Johnny’s father headed out and found his son’s red wagon, abandoned and still filled with bundles of the Des Moines Sunday Register. Police and the community helped search for the 5-foot-7 boy with light brown hair and blue eyes. Initially, police said, they suspected Johnny had been abducted and a search was conducted. But when he could not be located, they began to believe that he had run away. Today, he is presumed to have been abducted.

After her son had been missing for about 15 years, Noreen dropped a bombshell. She said she knew what happened to Johnny – that he had escaped his captors and visited her at her apartment with an unidentified man. She said her son, then an adult, told her he had been a victim of a pedophile ring and was cast aside when he was too old. Fearing for his safety, he assumed a new identity and could not return home, she said.

Johnny’s father, who had been divorced from Noreen for years, has stated publicly that he’s not sure if such a visit occurred. Law enforcement has never confirmed it, and there has been speculation that the visit could have happened – but, if it did, it was likely someone pretending to be Johnny, which, sadly, sometimes occurs in long-term missing cases.

Despite good intentions, Pediatrician Dr. Benjamin Spock thought displaying missing children on milk cartons would frighten children at the kitchen table. Other ways to share missing children photos, including on grocery bags, were used instead.

Johnny was among the first of the so-called “milk carton kids” whose faces were placed on milk cartons in the hope that someone sitting at their kitchen table having cereal had seen the missing children.
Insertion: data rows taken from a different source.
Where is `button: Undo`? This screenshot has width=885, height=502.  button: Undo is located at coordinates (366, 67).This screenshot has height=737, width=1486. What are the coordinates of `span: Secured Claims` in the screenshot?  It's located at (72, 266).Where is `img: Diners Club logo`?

He was pictured on a milk carton next to another paperboy, 13-year-old Eugene Martin, who vanished two years after Johnny under nearly identical circumstances.
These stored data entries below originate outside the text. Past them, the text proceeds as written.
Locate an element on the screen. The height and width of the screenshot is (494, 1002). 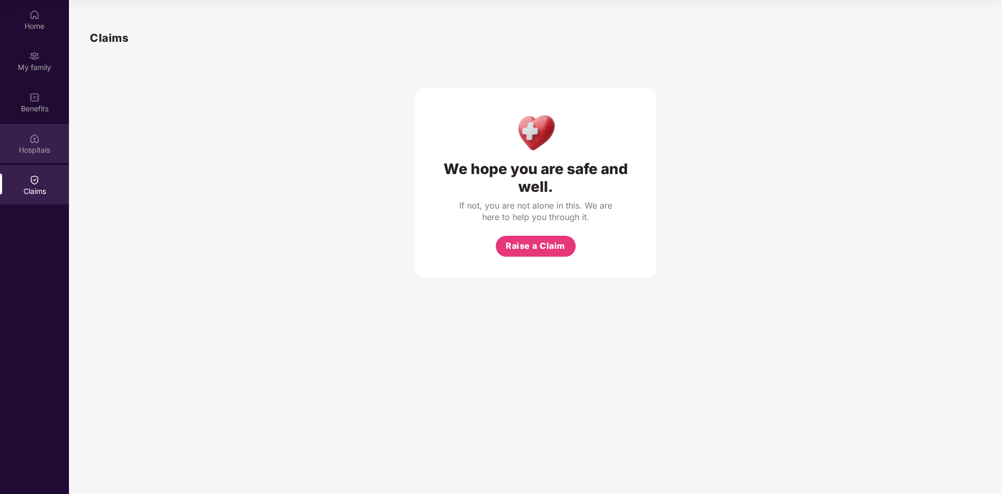
img: svg+xml;base64,PHN2ZyBpZD0iQ2xhaW0iIHhtbG5zPSJodHRwOi8vd3d3LnczLm9yZy8yMDAwL3N2ZyIgd2lkdGg9IjIwIi... is located at coordinates (34, 180).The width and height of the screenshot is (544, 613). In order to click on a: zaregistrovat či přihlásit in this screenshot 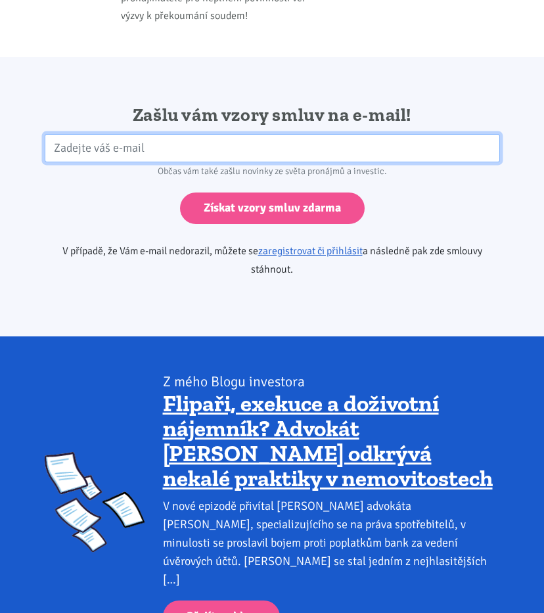, I will do `click(310, 251)`.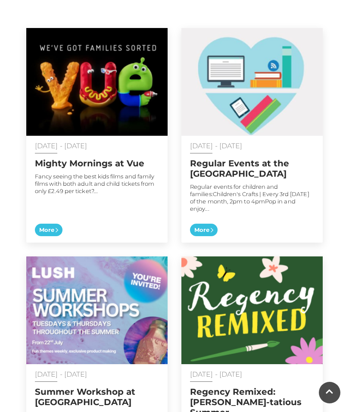 This screenshot has height=412, width=349. What do you see at coordinates (97, 184) in the screenshot?
I see `p: Fancy seeing the best kids films and family films with both adult and child tickets from only £2....` at bounding box center [97, 184].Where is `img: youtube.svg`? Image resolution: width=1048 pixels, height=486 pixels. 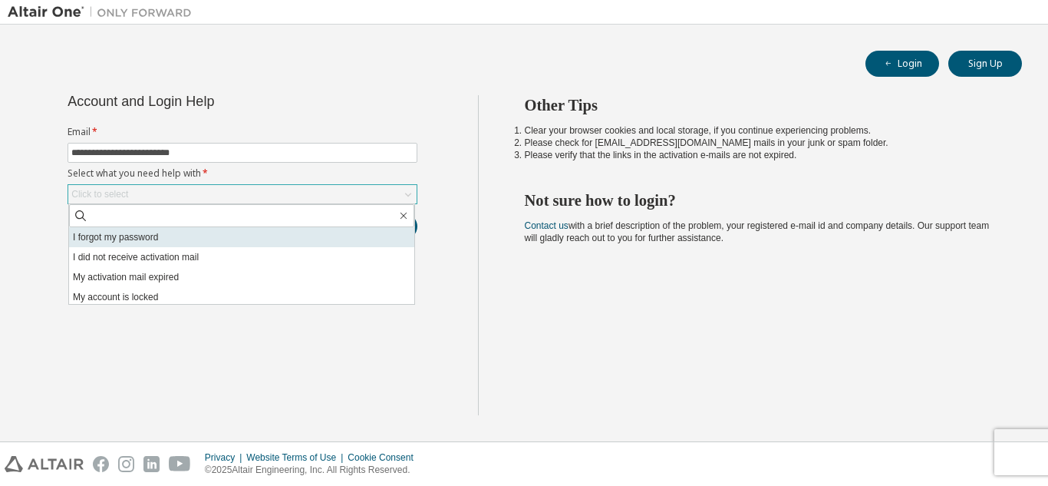 img: youtube.svg is located at coordinates (180, 463).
Eugene also went missing at the start of his paper route in the early-morning hours of Aug. 12, 1984 in nearby Des Moines which adjoins Johnny’s suburb. His newspaper bag filled with bundles of the Des Moines Sunday Register was also left behind. Both boys worked for the same newspaper and vanished without a trace. This time, federal and local law enforcement turned out in force.
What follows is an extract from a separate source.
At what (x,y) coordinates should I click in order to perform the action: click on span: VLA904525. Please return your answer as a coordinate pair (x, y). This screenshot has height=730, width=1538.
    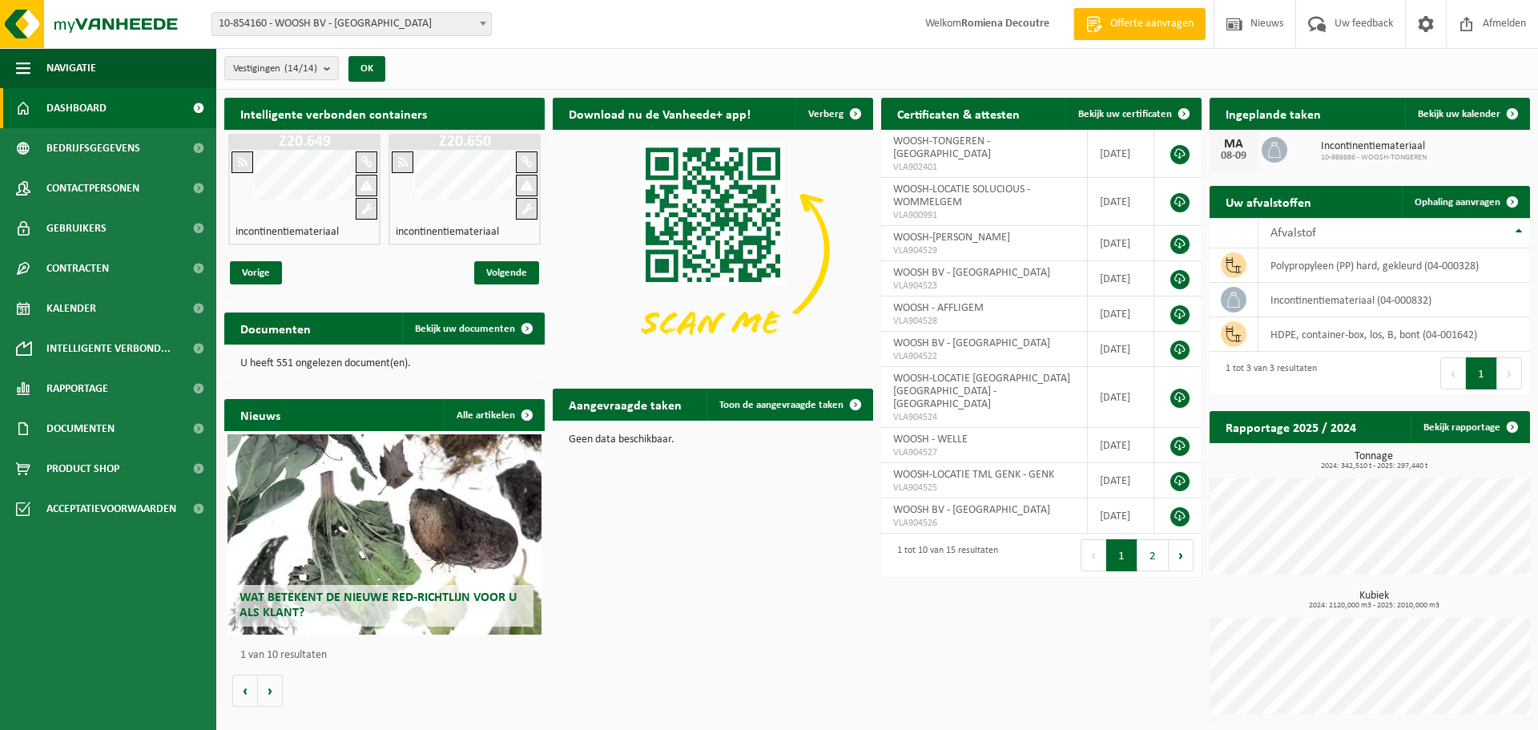
    Looking at the image, I should click on (983, 488).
Despite the striking similarities, law enforcement has not connected the two cases. Nor has a third case in the area been linked. Two years after Eugene disappeared, on March 29, 1986, Marc Allen, 13, vanished on his way to a friend’s house in Des Moines. Except for the fact that Marc was not a paperboy, all three cases occurred in the same general area in the 1980s and remain unsolved.

Agre progression of Eugene Martin

Eugene Martin

Age Progression of Marc Allen

Marc Allen

“Really sad that there was never a resolution to Johnny Gosch’s case – no body, no clues, no suspects,” said John Walsh, longtime host of America’s Most Wanted and now In Pursuit with John Walsh.  “We were involved in that case from the beginning and profiled him I don’t know how many times On America’s Most Wanted. I always believed there was a serial pedophile kidnapper in that area.” 

Four decades later, the search for Johnny – and the other two boys – is not over. NCMEC believes that new technologies and genetic testing might provide his family with some answers if DNA from relatives could be obtained. If Johnny is still alive, there could be children, even grandchildren.

Sgt. Jason Heintz, with the West Des Moines Police Department, said some detectives have spent their entire careers investigating Johnny’s abduction and are now helping the younger generation pick up where they left off. Tips still come in every year, he said, and they are fully investigated. Four decades later, there are four boxes of evidence in the case at police headquarters, he said.

“Our goal has always been the same,” said Heintz. “We want nothing more than to solve the case and bring closure to the family and to all those who knew and loved Johnny.”

Said Walsh: “My heart goes out to the family. I always say that not knowing is the worst.” 

If you have any information, please contact the West Des Moines Police Department on its tip line at 515-222-3399 or NCMEC at 1-800-THE-LOST (1-800-843-5678.)